If AES just specified that you pick a random IV and prepend it to the cipher text, then users of crypto libraries wouldn't need to know what an IV is. Right?
Better JS option with randomized IV: https://github.com/Ekwani-Consulting/cryptou
From the post itself, I am not sure if the author had sent a patch or some sort of a pull-request to the affected entities. Namely pyaes and aes-js.
The response might've been different if the author had already given a patch, in somewhat backward-compatible way. This doesn't even have to be a functional patch, could be a simple `@warning: usage of default IV will cause insecure storage` similar annotations on the affected functions.
Another thing to remark (and which might've been off-putting for the authors of these libraries) that the author had used term mistakes in various places. Of course in an ideal world, ego should not or would not matter, but these libraries both seem to be quite stale and possibly the authors are having other $DAYJOB responsibilities. Making it difficult to fix things that they just receive complaints about. (I am also guessing these are quite many...)
Again in relation to the points above, it might've been better to say: Cryptography evolves over time, last years' best-practices get outdated, vulnerabilities being found, replaced with newer best-practices of this year. Same will happen next year too. It's not a deliberate mistake or any type of incompetency issue, this is a matter of ever-evolving field that we know and understand better...
While I agree in principle, as of now the latest commit to the pyaes repo and its latest release to pypi are from 2017...
You get what you paid for. Please don't blame, bully or in any way personally attack the authors - they are not obliged to make changes to their (insecure) code that has been provided as-is.
Even if the XOR of the plaintexts doesn’t help an attacker, it still makes the encryption very brittle [...]
This paragraph is a little weird. Encryption at the point where a nonce has been reused isn't so much brittle as it is broken. You've got P1 XOR P2, neither of which are uniform random keystreams. It's highly structured. You don't need a P1 or P2 leak to begin attacking it.
I'm sure the libraries are quite bad, but I'd also say that there's nothing wrong with not supporting GCM or (heh) GCM-SIV. Very few libraries do provide a GCM-SIV. I don't love GCM, and CTR+HMAC is a perfectly cromulent composed AE system.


◆ WHAT THIS TASK INVOLVES ◆
Lines holding the word "content": how many does the material below have? Answer with nothing but the number.

◆ RECORDS FOR THIS TASK ◆

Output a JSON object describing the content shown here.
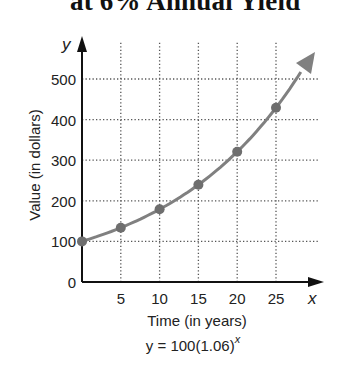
{
  "title": "at 6% Annual Yield",
  "chart_data": {
    "type": "line",
    "title": "at 6% Annual Yield",
    "xlabel": "Time (in years)",
    "ylabel": "Value (in dollars)",
    "x_axis_var": "x",
    "y_axis_var": "y",
    "equation": "y = 100(1.06)^x",
    "equation_base": "y = 100(1.06)",
    "equation_exponent": "x",
    "x_ticks": [
      "5",
      "10",
      "15",
      "20",
      "25"
    ],
    "y_ticks": [
      "0",
      "100",
      "200",
      "300",
      "400",
      "500"
    ],
    "xlim": [
      0,
      30
    ],
    "ylim": [
      0,
      530
    ],
    "grid": true,
    "grid_style": "dotted",
    "series": [
      {
        "name": "y = 100(1.06)^x",
        "x": [
          0,
          5,
          10,
          15,
          20,
          25
        ],
        "values": [
          100,
          133.8,
          179.1,
          239.7,
          320.7,
          429.2
        ],
        "color": "#808080",
        "marker_color": "#6e6e6e",
        "continues_with_arrow": true
      }
    ]
  }
}
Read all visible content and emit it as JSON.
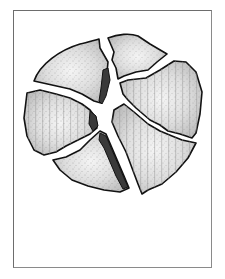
{
  "figure": {
    "fragment_count": 6,
    "colors": {
      "frame": "#6d6d6d",
      "outline": "#111111",
      "fragment_fill_light": "#f2f2f2",
      "fragment_fill_mid": "#c9c9c9",
      "stipple": "#555555",
      "crack_fill": "#3a3a3a",
      "background": "#ffffff"
    }
  }
}
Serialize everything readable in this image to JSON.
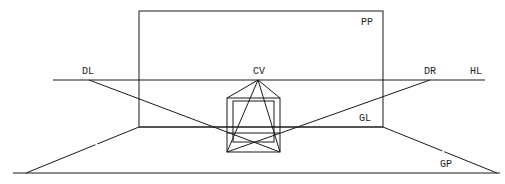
{
  "diagram": {
    "labels": {
      "picture_plane": "PP",
      "horizon_line": "HL",
      "center_of_vision": "CV",
      "distance_left": "DL",
      "distance_right": "DR",
      "ground_line": "GL",
      "ground_plane": "GP"
    },
    "colors": {
      "line": "#1a1a1a",
      "background": "#ffffff"
    }
  }
}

◆ ANSWER BELOW ◆
2